The 70-year-old is so unassuming that it is reported that he has not removed the name plate in his ancestral home in Jodhpur that reads, ‘Judge, Supreme Court’. MJ Antony reports.
Six months of diplomacy by India surely succeeded in giving Justice Dalveer Bhandari, 70, a nine-year term at the International Court of Justice. But it is quite probable that the thanksgiving prayers of thousands of urban homeless sleeping in the night shelters in northern cities also contributed to it.
Before leaving for The Hague in 2012, he ordered, as a Supreme Court judge, the setting up of night shelters in the national capital and some other cities. When the Delhi authorities demolished some of them, his bench shot off a grave warning and ordered them to rebuild it.
This was just one of the human rights issues he had taken up through public interest litigations. Towards the end of his term in the Supreme Court, corruption in the public distribution system was a major issue. Reports poured in from different parts of the country that grains were rotting in the silos of the Food Corporation of India (and how rats purloined an unfair share) while some states were experiencing famine. Six starvation deaths in Chhattisgarh confirmed the distress and the state government rushed to mollify the court, pleading that a deputy collector has been asked to look into the matter and report to the court.
Many people will remember how the then Planning Commission famously told the Bhandari bench that Rs 32 was enough to survive in an Indian city and Rs 26 in the rural areas. His bench, however, asserted that there was no justification for the Planning Commission to put a cap on the determination of Below the Poverty Line at such a low threshold. Whatever remedial steps followed over the years owe much to the momentum built by the Supreme Court in the case moved by the People’s Union for Civil Liberties.
Several of his other judgments also dealt with the state of the social sector. After the Constitution amendment made free primary education to children between 6 and 14 years compulsory, the judge pressured the governments to implement it in spirit. Thousands of teachers’ posts had been vacant for a long time in Delhi and several other states, and his bench gave a time line to fill them up.
In a petition by Bachpan Bachao Andolan, the Bhandari bench took up the case of child abuse and trafficking. The first issue was the plight of children in the circus industry where they are separated from their families, made to do strenuous work at odd hours and accommodated in cramped tents in all weathers.
The series of orders to the government asked it to raid the circus sites, rescue children and rehabilitate them. The orders killed the thriving Indian circus but few noticed it because of the invasion of electronic entertainment.
While writing judgments, Bhandari inserts long comments on the judicial system. In one case, Rameswari Devi was compelled to defend herself in a suit for over 40 years. He described how she was harassed by legal technicalities at each stage, wasting judicial time from the lowest rung of the judicial hierarchy. The opposite party, Nirmala Devi, was asked to pay Rs 3 lakh as compensation.
But he did not leave the issue there. He discussed the stratagems lawyers adopt to prolong cases, like getting a temporary injunction in the client’s favour and disappearing altogether for long periods. The judge, in all his sincerity, made 10 suggestions to curb delays in civil litigation. Those well-intentioned ideas will remain in the law journals unless some serendipitous jurist discovers them at a later time.
The ingenuity of industries to evade court judgments surprised him in an environment case in which a village in Udaipur district was destroyed by the untreated effluents of the agro-industry.
The court had ordered its closure long ago, but 14 years later, it came up in the court of Justice Bhandari. Before imposing costs of Rs 20 lakh on the industry by applying the principle of ‘polluter pays’, he wrote: “This is a classic example of abuse of process and indeed a serious matter concerning the sanctity and credibility of the judicial system in general and the apex court in particular.”
In his usual style, he added what amounts to an academic paper on the administration of justice, finality of judgments and unjust enrichment.
In another long discourse packed in a judgment, he traced the development of public interest litigation over the decades. Originally, PILs were meant only for those who could not approach the court because of poverty, illiteracy or detention in jails. Later, it began tackling environment issues as air and water are essential to healthy life. The latest stage is taking on political corruption.
Those who criticise the court for crossing the Lakshman Rekha would do well to read it to learn about the constitutional foundation for PIL.
With his human rights background, the main challenge facing him immediately would be the case of Indian naval commander Kulbhushan Jadhav, who got a temporary lease of life in May from the ICJ. It was an interim order that saved him from execution in Pakistan.
When the final hearing starts, Bhandari is bound to have some influence on the outcome. His affable nature might win over the other 14 judges.
He is so unassuming that it is reported that he has not removed the name plate in his ancestral home in Jodhpur that reads, “Judge, Supreme Court”.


Requirement
Of the entries below, copy only those lines that contain the word "Actual".
Records shown Block Start
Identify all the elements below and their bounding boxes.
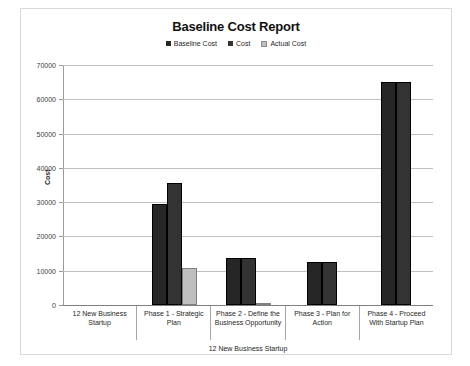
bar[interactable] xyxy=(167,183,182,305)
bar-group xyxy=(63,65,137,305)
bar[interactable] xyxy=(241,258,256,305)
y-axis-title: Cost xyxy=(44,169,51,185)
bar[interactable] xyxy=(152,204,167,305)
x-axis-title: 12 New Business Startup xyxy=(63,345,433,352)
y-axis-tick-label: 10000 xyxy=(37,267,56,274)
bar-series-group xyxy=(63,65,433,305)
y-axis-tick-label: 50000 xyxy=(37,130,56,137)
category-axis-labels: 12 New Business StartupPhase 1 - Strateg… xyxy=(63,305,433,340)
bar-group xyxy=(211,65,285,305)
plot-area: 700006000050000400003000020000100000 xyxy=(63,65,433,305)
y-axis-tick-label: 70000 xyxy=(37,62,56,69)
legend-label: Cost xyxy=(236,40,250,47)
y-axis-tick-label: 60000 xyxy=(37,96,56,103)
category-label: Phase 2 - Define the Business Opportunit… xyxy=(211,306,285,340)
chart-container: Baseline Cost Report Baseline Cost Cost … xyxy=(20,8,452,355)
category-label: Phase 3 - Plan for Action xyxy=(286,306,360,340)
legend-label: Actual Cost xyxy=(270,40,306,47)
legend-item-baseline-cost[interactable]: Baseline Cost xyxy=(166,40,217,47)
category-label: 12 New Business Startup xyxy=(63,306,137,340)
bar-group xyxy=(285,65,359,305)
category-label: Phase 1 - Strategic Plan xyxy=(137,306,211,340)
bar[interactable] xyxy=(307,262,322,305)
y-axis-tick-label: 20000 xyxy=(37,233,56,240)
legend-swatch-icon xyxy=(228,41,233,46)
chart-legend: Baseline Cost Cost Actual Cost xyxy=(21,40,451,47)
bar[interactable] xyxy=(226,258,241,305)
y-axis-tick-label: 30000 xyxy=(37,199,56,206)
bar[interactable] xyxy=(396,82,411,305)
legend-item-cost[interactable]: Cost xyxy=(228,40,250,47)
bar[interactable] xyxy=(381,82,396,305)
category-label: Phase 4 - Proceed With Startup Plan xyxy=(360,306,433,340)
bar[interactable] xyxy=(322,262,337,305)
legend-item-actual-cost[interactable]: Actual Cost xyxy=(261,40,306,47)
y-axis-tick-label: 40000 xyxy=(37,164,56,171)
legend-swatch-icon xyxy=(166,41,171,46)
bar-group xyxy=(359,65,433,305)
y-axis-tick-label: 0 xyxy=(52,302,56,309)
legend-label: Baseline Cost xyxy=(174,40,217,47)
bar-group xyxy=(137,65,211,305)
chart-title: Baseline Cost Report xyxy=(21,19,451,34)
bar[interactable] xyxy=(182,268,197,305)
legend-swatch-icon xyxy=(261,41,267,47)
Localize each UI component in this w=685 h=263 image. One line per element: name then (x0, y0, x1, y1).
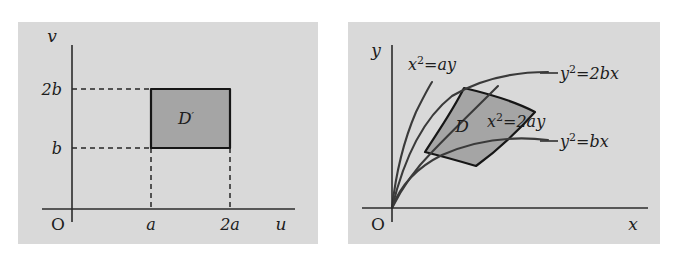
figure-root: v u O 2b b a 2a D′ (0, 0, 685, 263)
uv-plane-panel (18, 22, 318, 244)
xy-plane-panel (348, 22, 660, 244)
Records shown Block End
Records shown Block Start
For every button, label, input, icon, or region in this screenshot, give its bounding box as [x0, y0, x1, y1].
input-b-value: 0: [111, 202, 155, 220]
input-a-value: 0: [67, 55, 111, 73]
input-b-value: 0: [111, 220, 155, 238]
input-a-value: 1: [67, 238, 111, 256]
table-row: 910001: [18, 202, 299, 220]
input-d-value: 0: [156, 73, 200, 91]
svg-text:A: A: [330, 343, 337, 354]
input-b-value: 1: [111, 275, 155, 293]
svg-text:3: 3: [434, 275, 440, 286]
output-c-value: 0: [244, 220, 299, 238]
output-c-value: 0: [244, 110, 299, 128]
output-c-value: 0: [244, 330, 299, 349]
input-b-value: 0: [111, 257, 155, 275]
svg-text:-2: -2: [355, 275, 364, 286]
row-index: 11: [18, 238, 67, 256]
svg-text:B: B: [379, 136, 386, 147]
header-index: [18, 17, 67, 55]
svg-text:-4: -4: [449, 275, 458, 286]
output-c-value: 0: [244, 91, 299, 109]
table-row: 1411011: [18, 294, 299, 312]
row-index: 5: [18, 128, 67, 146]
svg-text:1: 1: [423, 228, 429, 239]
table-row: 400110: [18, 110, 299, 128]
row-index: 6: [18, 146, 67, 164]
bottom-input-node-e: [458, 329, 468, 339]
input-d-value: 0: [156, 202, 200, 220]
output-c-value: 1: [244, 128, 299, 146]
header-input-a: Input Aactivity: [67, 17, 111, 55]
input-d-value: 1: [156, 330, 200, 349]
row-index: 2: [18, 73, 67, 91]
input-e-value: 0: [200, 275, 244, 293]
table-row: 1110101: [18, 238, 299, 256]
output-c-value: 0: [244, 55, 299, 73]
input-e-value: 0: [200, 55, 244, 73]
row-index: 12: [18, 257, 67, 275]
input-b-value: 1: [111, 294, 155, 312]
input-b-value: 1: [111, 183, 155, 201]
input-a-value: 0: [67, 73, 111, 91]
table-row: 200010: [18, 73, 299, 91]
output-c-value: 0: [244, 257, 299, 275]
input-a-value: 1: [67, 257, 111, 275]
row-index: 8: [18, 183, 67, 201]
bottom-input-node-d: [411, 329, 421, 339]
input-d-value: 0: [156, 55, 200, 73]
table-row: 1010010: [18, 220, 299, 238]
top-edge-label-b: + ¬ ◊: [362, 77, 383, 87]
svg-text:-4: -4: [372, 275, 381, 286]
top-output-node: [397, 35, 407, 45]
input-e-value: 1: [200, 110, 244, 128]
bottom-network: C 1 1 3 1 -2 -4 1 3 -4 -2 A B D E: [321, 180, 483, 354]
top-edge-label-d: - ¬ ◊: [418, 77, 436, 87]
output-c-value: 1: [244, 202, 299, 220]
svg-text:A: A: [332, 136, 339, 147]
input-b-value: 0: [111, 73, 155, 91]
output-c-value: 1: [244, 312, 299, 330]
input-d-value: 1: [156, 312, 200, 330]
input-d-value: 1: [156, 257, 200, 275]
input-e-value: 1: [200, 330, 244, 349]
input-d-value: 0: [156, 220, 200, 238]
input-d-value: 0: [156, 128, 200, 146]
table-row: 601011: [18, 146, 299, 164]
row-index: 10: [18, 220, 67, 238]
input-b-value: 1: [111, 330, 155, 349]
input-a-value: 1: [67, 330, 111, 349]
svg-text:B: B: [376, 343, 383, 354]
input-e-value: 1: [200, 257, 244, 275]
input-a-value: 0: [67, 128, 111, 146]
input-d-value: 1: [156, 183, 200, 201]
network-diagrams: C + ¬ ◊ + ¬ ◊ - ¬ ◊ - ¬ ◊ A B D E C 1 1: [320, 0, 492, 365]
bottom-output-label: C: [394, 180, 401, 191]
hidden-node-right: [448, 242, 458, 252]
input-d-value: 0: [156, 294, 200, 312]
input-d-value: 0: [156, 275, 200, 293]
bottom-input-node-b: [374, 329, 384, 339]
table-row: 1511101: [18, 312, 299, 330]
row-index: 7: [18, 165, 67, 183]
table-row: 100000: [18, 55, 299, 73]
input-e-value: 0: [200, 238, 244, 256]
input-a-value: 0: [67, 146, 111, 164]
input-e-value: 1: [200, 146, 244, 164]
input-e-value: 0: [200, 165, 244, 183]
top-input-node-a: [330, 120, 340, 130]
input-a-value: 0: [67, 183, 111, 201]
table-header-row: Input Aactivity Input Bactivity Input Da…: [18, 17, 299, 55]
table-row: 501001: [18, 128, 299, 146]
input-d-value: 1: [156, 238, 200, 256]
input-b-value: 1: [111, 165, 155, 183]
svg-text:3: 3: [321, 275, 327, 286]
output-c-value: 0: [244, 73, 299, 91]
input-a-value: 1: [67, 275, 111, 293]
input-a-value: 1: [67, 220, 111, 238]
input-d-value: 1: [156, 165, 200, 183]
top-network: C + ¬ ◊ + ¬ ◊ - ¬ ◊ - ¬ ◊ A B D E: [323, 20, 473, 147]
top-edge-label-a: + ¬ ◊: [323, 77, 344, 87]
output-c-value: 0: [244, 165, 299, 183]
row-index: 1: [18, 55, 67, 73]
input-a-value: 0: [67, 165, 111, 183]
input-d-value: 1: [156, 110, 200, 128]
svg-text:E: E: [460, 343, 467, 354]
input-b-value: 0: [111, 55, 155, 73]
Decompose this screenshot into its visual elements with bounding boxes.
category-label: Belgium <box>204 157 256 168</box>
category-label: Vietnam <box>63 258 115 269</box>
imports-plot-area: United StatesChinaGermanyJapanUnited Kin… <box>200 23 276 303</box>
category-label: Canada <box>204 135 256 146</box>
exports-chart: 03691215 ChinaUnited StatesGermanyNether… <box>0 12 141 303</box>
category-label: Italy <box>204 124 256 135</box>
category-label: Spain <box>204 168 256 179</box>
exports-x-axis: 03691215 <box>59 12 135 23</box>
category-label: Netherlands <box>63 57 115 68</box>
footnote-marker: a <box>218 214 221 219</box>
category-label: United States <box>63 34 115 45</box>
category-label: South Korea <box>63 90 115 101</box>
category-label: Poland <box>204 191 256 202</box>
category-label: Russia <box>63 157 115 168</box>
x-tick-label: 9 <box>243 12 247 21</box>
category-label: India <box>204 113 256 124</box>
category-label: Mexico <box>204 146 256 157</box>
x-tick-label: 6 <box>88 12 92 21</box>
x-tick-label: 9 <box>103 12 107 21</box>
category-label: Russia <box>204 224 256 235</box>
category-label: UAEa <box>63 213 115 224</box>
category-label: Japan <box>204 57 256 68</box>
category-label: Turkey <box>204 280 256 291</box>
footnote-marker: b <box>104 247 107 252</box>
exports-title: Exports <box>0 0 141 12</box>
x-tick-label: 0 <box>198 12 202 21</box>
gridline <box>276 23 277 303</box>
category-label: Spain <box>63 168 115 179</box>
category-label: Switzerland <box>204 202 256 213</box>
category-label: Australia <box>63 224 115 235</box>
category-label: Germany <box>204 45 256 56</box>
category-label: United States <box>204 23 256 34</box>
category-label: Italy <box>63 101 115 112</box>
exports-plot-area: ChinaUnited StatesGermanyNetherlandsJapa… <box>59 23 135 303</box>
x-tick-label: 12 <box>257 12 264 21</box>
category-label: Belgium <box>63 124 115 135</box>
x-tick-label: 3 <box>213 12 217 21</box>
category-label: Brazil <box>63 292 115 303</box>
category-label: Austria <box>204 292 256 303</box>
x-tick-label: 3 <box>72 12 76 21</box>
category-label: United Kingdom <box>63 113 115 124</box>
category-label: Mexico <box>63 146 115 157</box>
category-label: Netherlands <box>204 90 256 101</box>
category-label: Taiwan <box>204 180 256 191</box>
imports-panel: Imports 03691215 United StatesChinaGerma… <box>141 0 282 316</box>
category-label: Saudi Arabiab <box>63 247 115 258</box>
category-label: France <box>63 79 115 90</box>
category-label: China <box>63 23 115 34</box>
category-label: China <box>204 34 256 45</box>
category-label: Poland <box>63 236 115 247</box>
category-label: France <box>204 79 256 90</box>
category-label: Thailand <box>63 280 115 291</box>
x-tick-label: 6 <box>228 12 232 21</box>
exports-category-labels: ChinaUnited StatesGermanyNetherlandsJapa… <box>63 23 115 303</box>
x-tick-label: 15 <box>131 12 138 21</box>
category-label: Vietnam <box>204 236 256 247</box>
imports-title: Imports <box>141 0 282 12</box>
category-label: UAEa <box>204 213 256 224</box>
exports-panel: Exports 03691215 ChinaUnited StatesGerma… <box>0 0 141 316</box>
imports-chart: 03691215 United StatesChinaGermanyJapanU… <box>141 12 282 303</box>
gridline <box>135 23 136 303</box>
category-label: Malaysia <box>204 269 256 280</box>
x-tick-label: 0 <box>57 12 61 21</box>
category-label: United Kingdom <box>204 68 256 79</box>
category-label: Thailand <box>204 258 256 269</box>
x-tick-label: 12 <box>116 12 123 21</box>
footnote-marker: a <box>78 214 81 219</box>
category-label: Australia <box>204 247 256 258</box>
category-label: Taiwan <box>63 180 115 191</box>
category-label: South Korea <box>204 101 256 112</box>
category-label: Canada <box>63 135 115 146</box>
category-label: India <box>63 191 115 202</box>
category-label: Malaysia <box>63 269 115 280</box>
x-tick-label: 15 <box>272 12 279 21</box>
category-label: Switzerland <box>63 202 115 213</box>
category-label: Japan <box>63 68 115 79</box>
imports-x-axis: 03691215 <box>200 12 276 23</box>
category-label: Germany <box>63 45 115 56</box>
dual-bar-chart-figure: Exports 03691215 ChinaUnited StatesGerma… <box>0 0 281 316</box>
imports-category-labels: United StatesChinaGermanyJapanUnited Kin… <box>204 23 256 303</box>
Records shown Block End
Output of the exercise
legend-label: Actual Cost xyxy=(270,40,306,47)
chart-legend: Baseline Cost Cost Actual Cost xyxy=(21,40,451,47)
legend-item-actual-cost[interactable]: Actual Cost xyxy=(261,40,306,47)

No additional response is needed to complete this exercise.